Doctors frequently recommend the feeding of cereals to infants and children. Densmore declared: "Cereal or grain and all starch foods are unwholesome for all human beings; but this diet is especially unfavorable for children, and more especially for babies. The intestinal ferments which are required for the digestion of starch are not secreted until the babe is about a year old; and these ferments are not as vigorous for some years as in adults. All starch foods depend upon these intestinal ferments for digestion, whereas dates, figs, prunes, etc., are equally as nourishing as bread and cereals, and are easily digested--the larger proportion of the nourishment from such fruits being ready for absorption and assimilation as soon as eaten." No starch and, more particularly, cereals, should be given any child before it is two years old.
Dr. Percy Howe, of Harvard University, says: "Mrs. Mellanby and Dr. Pattison, in England, have just concluded a very interesting experiment on 71 children in a bone-tuberculosis hospital, for a period of 28 weeks, which may help to establish the fact that cereals, especially oatmeal, exert an anti-calcifying influence." Calcification is the deposit of lime salts in the tissues. Cereals would prove a distinct evil in rickets, tuberculosis and in growing children, if this is proven to be true. Of course, these people had no right to experiment on these children, but since human vivisection goes on in every hospital and sanitorium in the world, they probably thought they had as much right to flirt with human health and life and produce suffering, as do the other physicians, surgeons and "research" workers.

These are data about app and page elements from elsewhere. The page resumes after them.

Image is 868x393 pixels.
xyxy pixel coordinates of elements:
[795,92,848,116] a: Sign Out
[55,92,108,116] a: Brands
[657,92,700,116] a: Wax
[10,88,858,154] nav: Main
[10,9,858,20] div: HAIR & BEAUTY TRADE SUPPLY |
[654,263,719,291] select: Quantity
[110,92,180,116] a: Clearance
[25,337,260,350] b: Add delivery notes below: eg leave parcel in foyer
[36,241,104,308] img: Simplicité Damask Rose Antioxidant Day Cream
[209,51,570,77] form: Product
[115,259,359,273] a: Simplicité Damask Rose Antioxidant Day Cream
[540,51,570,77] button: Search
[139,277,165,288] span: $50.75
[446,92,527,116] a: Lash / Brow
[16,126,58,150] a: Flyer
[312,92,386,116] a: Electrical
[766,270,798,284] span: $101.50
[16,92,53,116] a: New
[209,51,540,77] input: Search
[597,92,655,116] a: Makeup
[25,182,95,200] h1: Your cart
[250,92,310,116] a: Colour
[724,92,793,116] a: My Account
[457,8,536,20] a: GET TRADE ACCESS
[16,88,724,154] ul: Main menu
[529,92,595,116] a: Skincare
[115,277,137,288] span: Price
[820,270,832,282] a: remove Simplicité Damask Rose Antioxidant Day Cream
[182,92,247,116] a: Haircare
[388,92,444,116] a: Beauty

We may state a few conclusions about cereals from the above facts:
(1) Cereals do not form any part of the natural diet of man and are not necessary to health and life. (I believe geologists and anthropologists are agreed that man did not become a cereal eater until late in his history).
(2) They are best omitted from the diet entirely and especially from the diet of infants and children.
(3) Where they are eaten, only the whole, undenatured, unprocessed cereal should be taken.
(4) They should form but a small amount of the diet and should be offset with an abundance of fresh fruits and green vegetables--properly combined.
(5) To insure the conversion of their starches into sugar they must always be eaten dry and not as porridges and mushes.